On Feb. 26, Anthropic, an AI safety and research company and developer of Claude AI, released a statement regarding the Department of Defense’s use of its AI technology. In July 2025, the company made a $200 million contract with the Pentagon for its use in military operations, with two key limitations:
- Their AI could not be used for mass domestic surveillance. Anthropic stated, “AI-driven mass surveillance presents serious, novel risks to our fundamental liberties.” There are concerns that AI technology could be too effective at connecting public information, which could be used to make a comprehensive profile of individuals regardless of criminal status. The company did give permission for their AI to be used for foreign and counterintelligence missions.
- Their AI could not be used to make fully autonomous weapons. Anthropic believes that current AI technology is not reliable enough to be trusted with the power to take lives. They want there to be human oversight and proper guardrails before this step is taken. They offered to work on R&D to improve reliability for this purpose, with no reply from the Department of Defense. Partially autonomous weapons are allowed in the contract.
At the time of the statement’s release, Claude had already been used in military operations, including use in classified government networks and the capture of Nicolás Maduro.
In response to Anthropic’s decision to stand its ground, President Donald Trump attacked the company on Truth Social on Feb. 27, calling the limitations an attempt to “STRONG-ARM the Department of War,” and announcing that use of the company’s technology would be completely phased out of US agencies. In addition, Defense Secretary Pete Hegseth designated Anthropic a “Supply-Chain Risk to National Security,” giving his department six months to transition to a new service. Hours later, OpenAI, developer of ChatGPT, announced a deal with the Pentagon to use its AI technology.
OpenAI released a statement on Feb. 28 outlining its own limitations for the Pentagon’s use of its AI technology:
“No use of OpenAI technology for mass domestic surveillance.”
“No use of OpenAI technology to direct autonomous weapons systems.”
“No use of OpenAI technology for high-stakes automated decisions (e.g. systems such as “social credit”).”
These limitations are very similar to those outlined by Anthropic. The company states it is relying on its “safety stack, the contract language, and existing laws” to hold the government to the above limitations. It is unclear how OpenAI was able to reach an agreement with more limitations than Anthropic.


**YOUR TASK**
Could you retype the entries below exactly, omitting every picture?

**RECORDS SHOWN**
Start of Block

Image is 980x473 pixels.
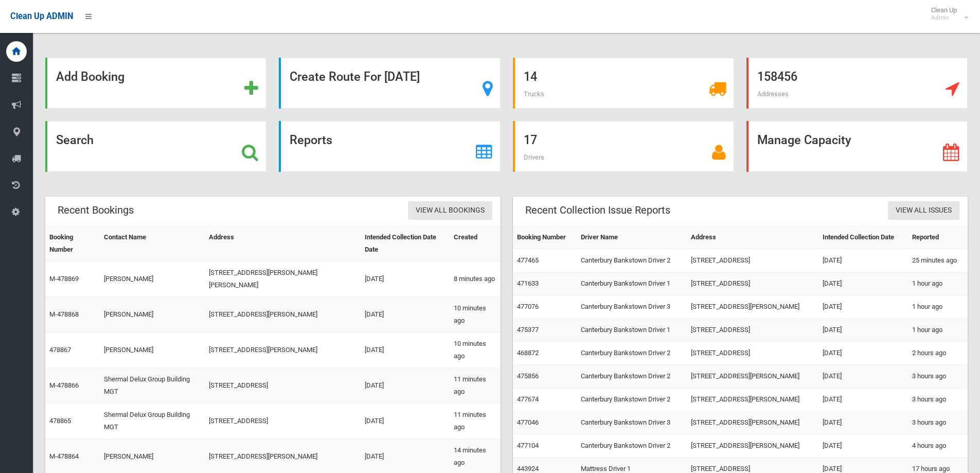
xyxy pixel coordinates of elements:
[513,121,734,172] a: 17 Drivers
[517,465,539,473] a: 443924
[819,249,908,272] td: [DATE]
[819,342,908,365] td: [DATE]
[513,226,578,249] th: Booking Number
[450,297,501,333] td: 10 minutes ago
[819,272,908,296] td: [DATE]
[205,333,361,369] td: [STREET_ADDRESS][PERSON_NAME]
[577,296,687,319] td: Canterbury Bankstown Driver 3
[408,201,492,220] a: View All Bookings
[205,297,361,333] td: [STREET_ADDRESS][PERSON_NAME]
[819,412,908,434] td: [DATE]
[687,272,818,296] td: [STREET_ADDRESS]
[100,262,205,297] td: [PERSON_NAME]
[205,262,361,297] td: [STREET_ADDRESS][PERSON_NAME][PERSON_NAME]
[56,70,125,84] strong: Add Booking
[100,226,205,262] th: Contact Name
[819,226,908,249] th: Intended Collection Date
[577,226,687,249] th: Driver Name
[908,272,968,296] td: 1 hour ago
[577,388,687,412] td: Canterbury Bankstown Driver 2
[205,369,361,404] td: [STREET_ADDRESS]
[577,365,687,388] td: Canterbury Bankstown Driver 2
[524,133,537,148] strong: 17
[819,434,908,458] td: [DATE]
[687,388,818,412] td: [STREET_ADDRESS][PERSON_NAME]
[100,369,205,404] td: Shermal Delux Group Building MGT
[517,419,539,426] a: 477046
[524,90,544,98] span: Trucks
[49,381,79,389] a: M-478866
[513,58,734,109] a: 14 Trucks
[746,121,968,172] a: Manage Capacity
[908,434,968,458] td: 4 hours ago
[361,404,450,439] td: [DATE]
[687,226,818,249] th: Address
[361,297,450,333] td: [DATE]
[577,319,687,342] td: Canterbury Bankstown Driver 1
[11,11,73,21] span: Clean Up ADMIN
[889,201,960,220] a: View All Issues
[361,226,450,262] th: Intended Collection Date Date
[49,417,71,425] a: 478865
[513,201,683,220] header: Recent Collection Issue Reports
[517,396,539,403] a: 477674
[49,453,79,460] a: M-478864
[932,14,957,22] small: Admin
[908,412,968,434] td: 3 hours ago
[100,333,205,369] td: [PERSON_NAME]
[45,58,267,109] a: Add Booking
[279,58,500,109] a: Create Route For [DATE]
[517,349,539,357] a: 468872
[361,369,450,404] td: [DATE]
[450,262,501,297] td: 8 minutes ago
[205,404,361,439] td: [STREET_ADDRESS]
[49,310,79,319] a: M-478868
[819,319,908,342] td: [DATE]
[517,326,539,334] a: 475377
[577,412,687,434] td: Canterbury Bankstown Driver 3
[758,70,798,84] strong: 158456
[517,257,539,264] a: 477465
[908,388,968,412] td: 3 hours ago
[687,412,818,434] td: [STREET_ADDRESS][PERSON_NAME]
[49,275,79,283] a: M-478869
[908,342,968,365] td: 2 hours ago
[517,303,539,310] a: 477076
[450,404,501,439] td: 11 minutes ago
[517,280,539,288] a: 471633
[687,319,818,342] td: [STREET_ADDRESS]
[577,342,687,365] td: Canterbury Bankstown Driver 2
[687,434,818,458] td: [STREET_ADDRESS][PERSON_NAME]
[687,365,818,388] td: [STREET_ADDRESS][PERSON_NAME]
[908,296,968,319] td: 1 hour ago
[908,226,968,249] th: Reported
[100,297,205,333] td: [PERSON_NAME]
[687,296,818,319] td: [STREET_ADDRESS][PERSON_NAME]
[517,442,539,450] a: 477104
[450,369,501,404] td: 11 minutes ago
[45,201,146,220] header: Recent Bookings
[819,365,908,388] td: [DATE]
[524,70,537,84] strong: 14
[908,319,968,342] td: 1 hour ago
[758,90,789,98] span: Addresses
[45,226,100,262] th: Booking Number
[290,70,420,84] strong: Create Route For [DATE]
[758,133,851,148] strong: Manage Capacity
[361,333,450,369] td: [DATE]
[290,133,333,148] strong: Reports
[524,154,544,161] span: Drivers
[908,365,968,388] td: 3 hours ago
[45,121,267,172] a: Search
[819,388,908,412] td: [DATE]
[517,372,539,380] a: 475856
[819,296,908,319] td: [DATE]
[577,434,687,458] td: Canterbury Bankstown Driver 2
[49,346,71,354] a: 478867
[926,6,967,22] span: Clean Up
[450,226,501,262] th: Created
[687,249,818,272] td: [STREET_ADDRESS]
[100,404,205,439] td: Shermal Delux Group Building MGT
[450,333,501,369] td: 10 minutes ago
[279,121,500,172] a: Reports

End of Block

**EXERCISE OUTPUT**
Image is 980x473 pixels.
xyxy pixel coordinates of elements:
[513,121,734,172] a: 17 Drivers
[517,465,539,473] a: 443924
[819,249,908,272] td: [DATE]
[819,342,908,365] td: [DATE]
[513,226,578,249] th: Booking Number
[450,297,501,333] td: 10 minutes ago
[819,272,908,296] td: [DATE]
[205,333,361,369] td: [STREET_ADDRESS][PERSON_NAME]
[577,296,687,319] td: Canterbury Bankstown Driver 3
[408,201,492,220] a: View All Bookings
[205,297,361,333] td: [STREET_ADDRESS][PERSON_NAME]
[819,412,908,434] td: [DATE]
[687,272,818,296] td: [STREET_ADDRESS]
[100,262,205,297] td: [PERSON_NAME]
[205,262,361,297] td: [STREET_ADDRESS][PERSON_NAME][PERSON_NAME]
[56,70,125,84] strong: Add Booking
[100,226,205,262] th: Contact Name
[819,226,908,249] th: Intended Collection Date
[577,226,687,249] th: Driver Name
[908,272,968,296] td: 1 hour ago
[577,388,687,412] td: Canterbury Bankstown Driver 2
[205,369,361,404] td: [STREET_ADDRESS]
[577,365,687,388] td: Canterbury Bankstown Driver 2
[524,133,537,148] strong: 17
[819,434,908,458] td: [DATE]
[687,388,818,412] td: [STREET_ADDRESS][PERSON_NAME]
[100,369,205,404] td: Shermal Delux Group Building MGT
[517,419,539,426] a: 477046
[524,90,544,98] span: Trucks
[49,381,79,389] a: M-478866
[513,58,734,109] a: 14 Trucks
[746,121,968,172] a: Manage Capacity
[908,434,968,458] td: 4 hours ago
[361,404,450,439] td: [DATE]
[687,226,818,249] th: Address
[361,297,450,333] td: [DATE]
[577,319,687,342] td: Canterbury Bankstown Driver 1
[11,11,73,21] span: Clean Up ADMIN
[889,201,960,220] a: View All Issues
[361,226,450,262] th: Intended Collection Date Date
[49,417,71,425] a: 478865
[513,201,683,220] header: Recent Collection Issue Reports
[517,396,539,403] a: 477674
[49,453,79,460] a: M-478864
[932,14,957,22] small: Admin
[908,412,968,434] td: 3 hours ago
[100,333,205,369] td: [PERSON_NAME]
[45,58,267,109] a: Add Booking
[279,58,500,109] a: Create Route For [DATE]
[517,349,539,357] a: 468872
[361,369,450,404] td: [DATE]
[450,262,501,297] td: 8 minutes ago
[205,404,361,439] td: [STREET_ADDRESS]
[49,310,79,319] a: M-478868
[819,319,908,342] td: [DATE]
[517,326,539,334] a: 475377
[577,412,687,434] td: Canterbury Bankstown Driver 3
[758,70,798,84] strong: 158456
[517,257,539,264] a: 477465
[908,388,968,412] td: 3 hours ago
[687,412,818,434] td: [STREET_ADDRESS][PERSON_NAME]
[49,275,79,283] a: M-478869
[908,342,968,365] td: 2 hours ago
[517,303,539,310] a: 477076
[450,404,501,439] td: 11 minutes ago
[517,280,539,288] a: 471633
[687,319,818,342] td: [STREET_ADDRESS]
[577,342,687,365] td: Canterbury Bankstown Driver 2
[687,434,818,458] td: [STREET_ADDRESS][PERSON_NAME]
[687,365,818,388] td: [STREET_ADDRESS][PERSON_NAME]
[908,296,968,319] td: 1 hour ago
[908,226,968,249] th: Reported
[100,297,205,333] td: [PERSON_NAME]
[687,296,818,319] td: [STREET_ADDRESS][PERSON_NAME]
[517,442,539,450] a: 477104
[450,369,501,404] td: 11 minutes ago
[45,201,146,220] header: Recent Bookings
[819,365,908,388] td: [DATE]
[524,70,537,84] strong: 14
[908,319,968,342] td: 1 hour ago
[758,90,789,98] span: Addresses
[45,226,100,262] th: Booking Number
[290,70,420,84] strong: Create Route For [DATE]
[758,133,851,148] strong: Manage Capacity
[361,333,450,369] td: [DATE]
[290,133,333,148] strong: Reports
[524,154,544,161] span: Drivers
[908,365,968,388] td: 3 hours ago
[45,121,267,172] a: Search
[819,388,908,412] td: [DATE]
[517,372,539,380] a: 475856
[819,296,908,319] td: [DATE]
[577,434,687,458] td: Canterbury Bankstown Driver 2
[49,346,71,354] a: 478867
[926,6,967,22] span: Clean Up
[450,226,501,262] th: Created
[687,249,818,272] td: [STREET_ADDRESS]
[100,404,205,439] td: Shermal Delux Group Building MGT
[450,333,501,369] td: 10 minutes ago
[279,121,500,172] a: Reports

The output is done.